UN Women Calls Families “Dark” Place for Women

By Susan Yoshihara, Ph.D. | July 5, 2019

NEW YORK, July 5 (C-Fam) Are divorce, cohabitation, same sex marriage, out of wedlock birth and adolescent sex good for women? The latest report from UN Women considers them “a positive reflection of women’s empowerment.” UN Women calls family life “an ambivalent space for women and girls.”

“Families can have a darker side: they can be places of violence and discrimination, spaces where women and girls are often denied the resources they need, where they sometimes eat least and last and where their voices are stifled and their autonomy is denied,” the report says, concluding, “As such, the recognition of families as an ambivalent space for women and girls has been at the heart of this Report.”

Along with darkness and ambivalence, the report is notable for its pragmatic approach to rights, in particular to polygamy. The report acknowledges that human rights law comes down against polygamy and that it is bad for women. Yet it defers to the African human rights document, the Maputo Protocol, which concludes that it is not “pragmatic” to try to change polygamy laws altogether.

This contrasts with the report’s approach to laws recognizing same sex marriage, which the report posits are good for women because they erode the patriarchal nature of the family.

There are indications that the report was hastily published, such as misspellings and grammatical errors, but it appears the report did not undergo review outside ideologically-likeminded reviewers. The report says it was feminist thinkers who “were the first to bring domestic and family issues into the theory and practice of politics and the state” ignoring the well-documented legacies of men and women throughout history who have done so.

The report suffers from a misunderstanding of international human rights law, frequently invoking the personal views of UN expert bodies. The report cites the Yogyakarta Principles, drafted by activists and UN staff, that reinterprets all of human rights law with new meanings on the basis of sexual orientation and gender identity. The report does not mention that such documents are not binding and have been rejected by UN member states. The report nonetheless counts on those governments to enforce the contested interpretations of the law. It aims its recommendations at governments as the “main duty bearers when it comes to human rights” with “power and capacity to bring about legal and policy change” to “the general population.”

“Families are not outside the reach of human rights,” the report says, when arguing that nations much give equal recognition and financial support to cohabiting couples as to legally married couples. In fact, the family, as the “fundamental group unit of society,” according to the Universal Declaration on Human Rights,” exists prior to the state.

It is a basic principle of human rights that they are unalienable. The rights of married persons, parents, and family members cannot be given or taken away, nor changed in nature, by the state. By failing to accurately represent human rights, by its “dark” and pragmatic view of family life, the report is at best a missed opportunity to give service to the world’s women.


WHAT THE EXERCISE ASKS
Every record that follows is to be copied exactly, with the pictures omitted.

*** Opening SOURCE INFORMATION ***

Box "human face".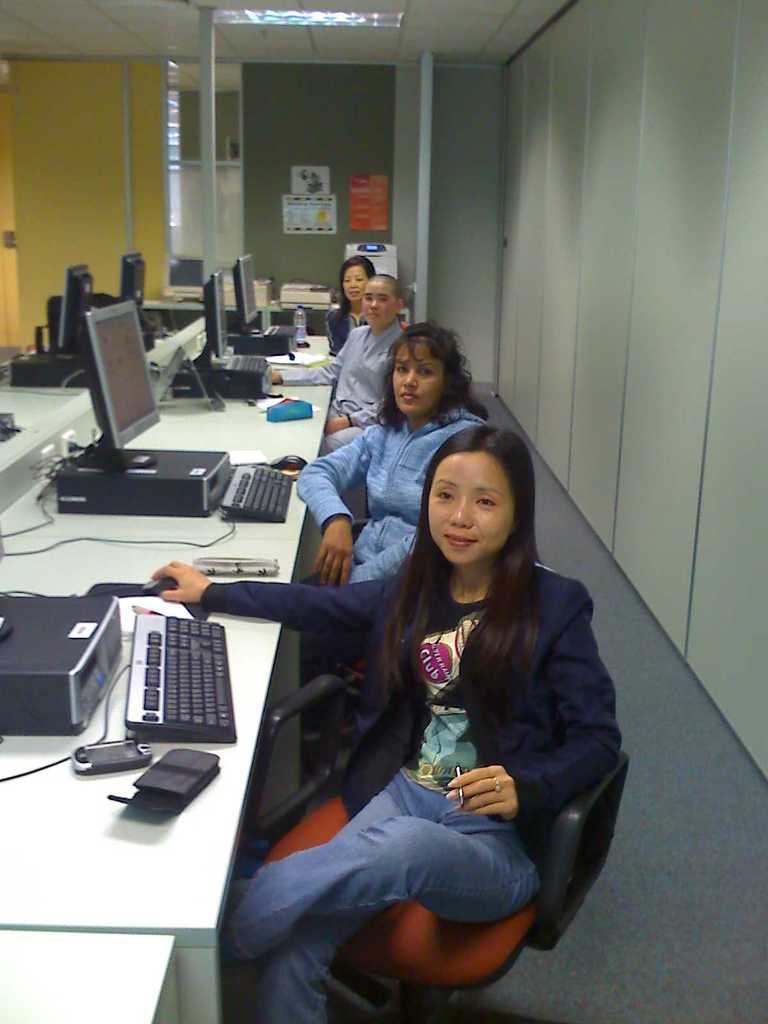
388,342,429,417.
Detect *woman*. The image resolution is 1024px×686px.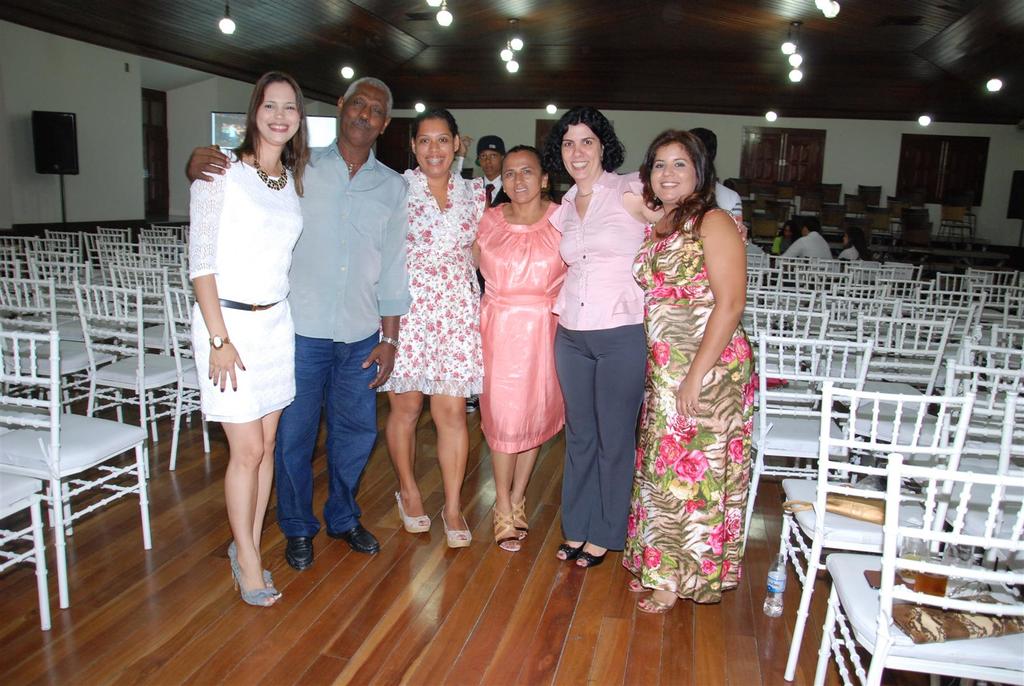
(left=399, top=111, right=497, bottom=542).
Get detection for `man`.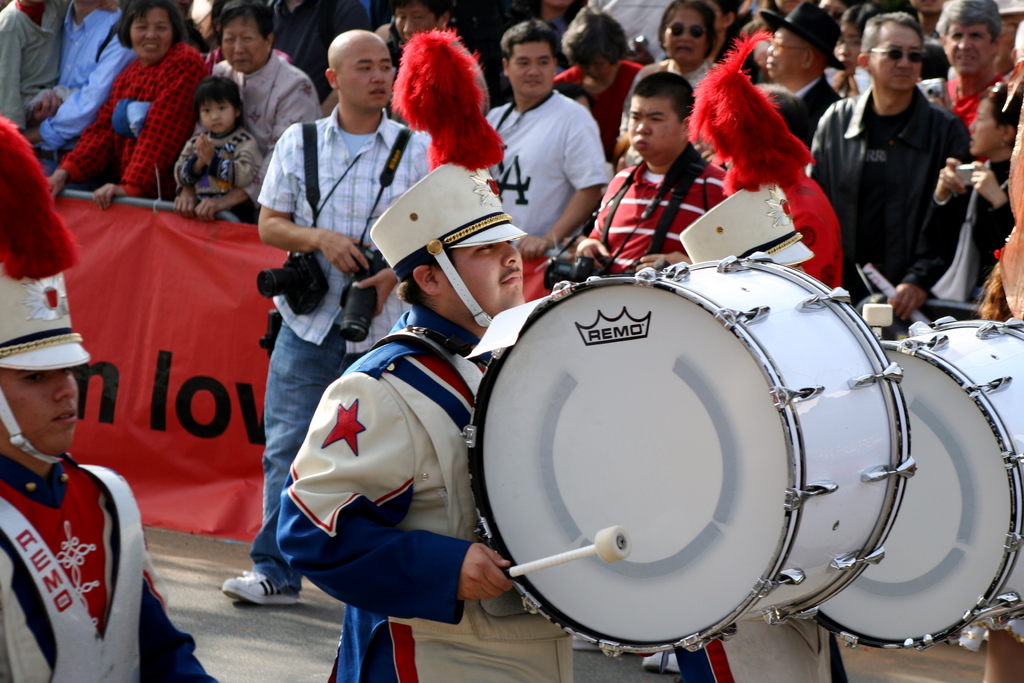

*** Closing SOURCE INFORMATION ***

TASK RESPONSE
Box "human face".
388,342,429,417.
Detect *woman*. The image resolution is 1024px×686px.
(left=399, top=111, right=497, bottom=542).
Get detection for `man`.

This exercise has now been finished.